In a recent article in the Wall Street Journal, V. P. Sharma, CEO of Indonesian retailer Mitra Adiperkasa, called Indonesia a “Shangri-La” for the multitude of retailers who have rushed to meet surging demand for a wide range of new consumer products and services. Indeed, with annual disposable incomes growing by more than 18% (in real terms) between 2008 and 2012, members of the growing and increasingly sophisticated Indonesian middle class have revelled in a consumer wonderland, snapping up nearly every product in sight in showrooms and on store shelves. Standard Chartered Bank’s Fauzi Ichsan recently told the Jakarta Globe “From consumer gadgets to cars to cement, anyone who bets on the rising middle class and domestic spending stands to gain”.
Growth in Consumer Expenditure and Annual Disposable Income in Indonesia 2000-2020
Source: Euromonitor International
Somewhat uniquely, the growth of Indonesia’s middle class and, in turn, the spectacular growth in consumer spending and demand, are not springing solely from the country’s large urban areas like Jakarta. Instead, significant growth is occurring in the country’s second-tier cities outside of Java and on islands such as Sumatera and Borneo where Chinese demand for palm oil, coal and iron has resulted in the creation of numerous jobs and relatively high wages. As a result, these outlying areas are now home to a large bloc of first-time buyers of such products as cars, white goods and other big-ticket items whose increasing sophistication will soon allow them to graduate into fully-fledged Western-style consumers.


### Directions for this task
The data below should be restated word for word, pictures omitted.

### Stored items
= = = = = = =
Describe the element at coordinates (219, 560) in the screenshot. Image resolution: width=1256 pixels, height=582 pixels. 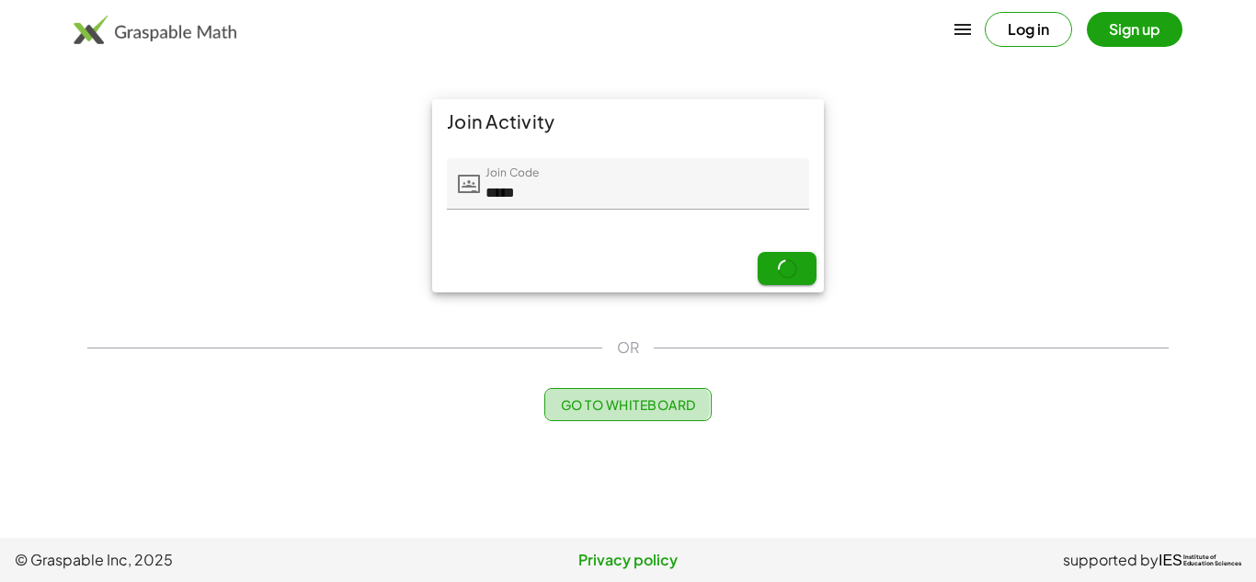
I see `span: © Graspable Inc, 2025` at that location.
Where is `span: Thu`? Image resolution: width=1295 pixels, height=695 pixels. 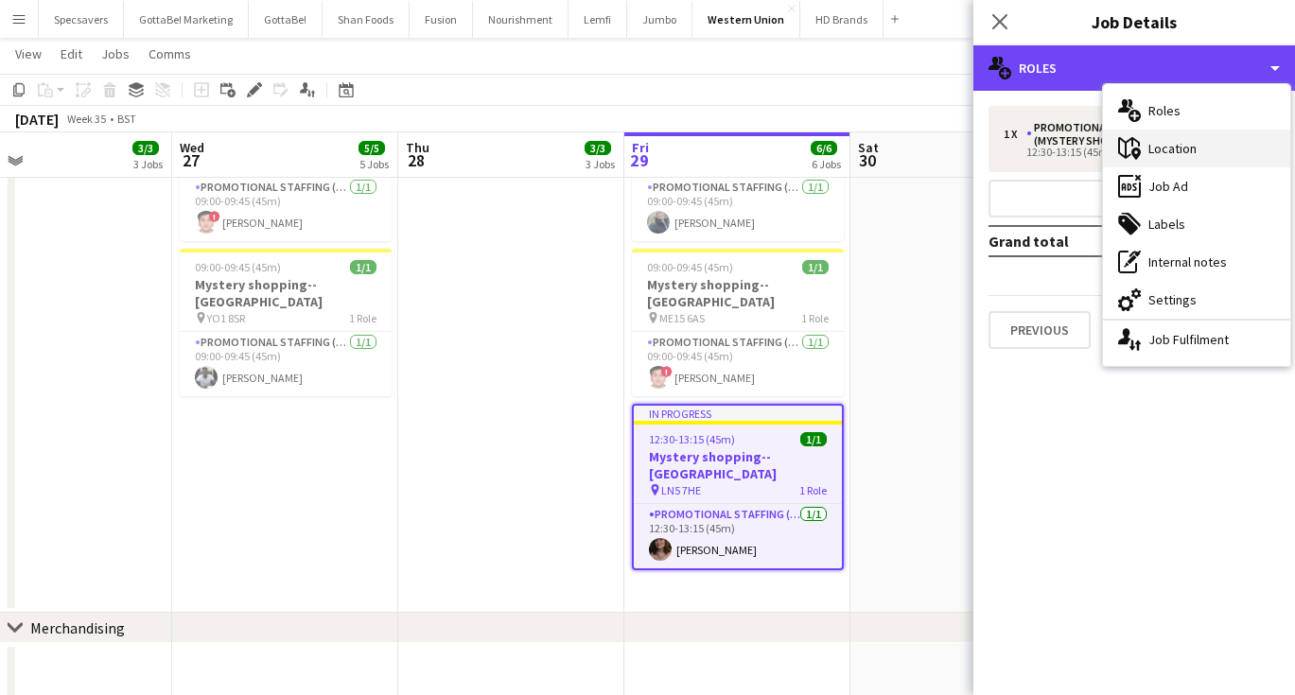
span: Thu is located at coordinates (417, 148).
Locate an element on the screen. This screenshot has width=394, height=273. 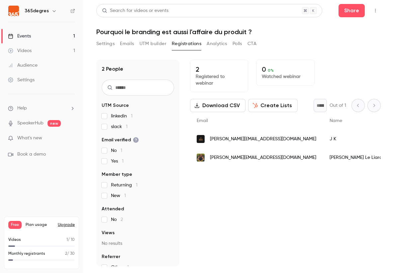
div: Videos is located at coordinates (20, 51).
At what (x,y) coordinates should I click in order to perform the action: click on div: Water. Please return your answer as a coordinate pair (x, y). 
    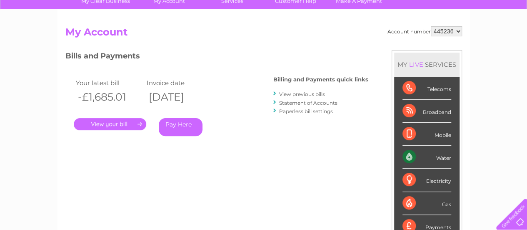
= = = = = = =
### Finished exercise
Describe the element at coordinates (219, 560) in the screenshot. Image resolution: width=1256 pixels, height=582 pixels. 
I see `span: © Graspable Inc, 2025` at that location.
Where is `span: Thu`? Image resolution: width=1295 pixels, height=695 pixels. 
span: Thu is located at coordinates (417, 148).
Locate an element on the screen. This screenshot has width=394, height=273. 
div: Videos is located at coordinates (20, 51).
At what (x,y) coordinates should I click in order to perform the action: click on div: Water. Please return your answer as a coordinate pair (x, y). 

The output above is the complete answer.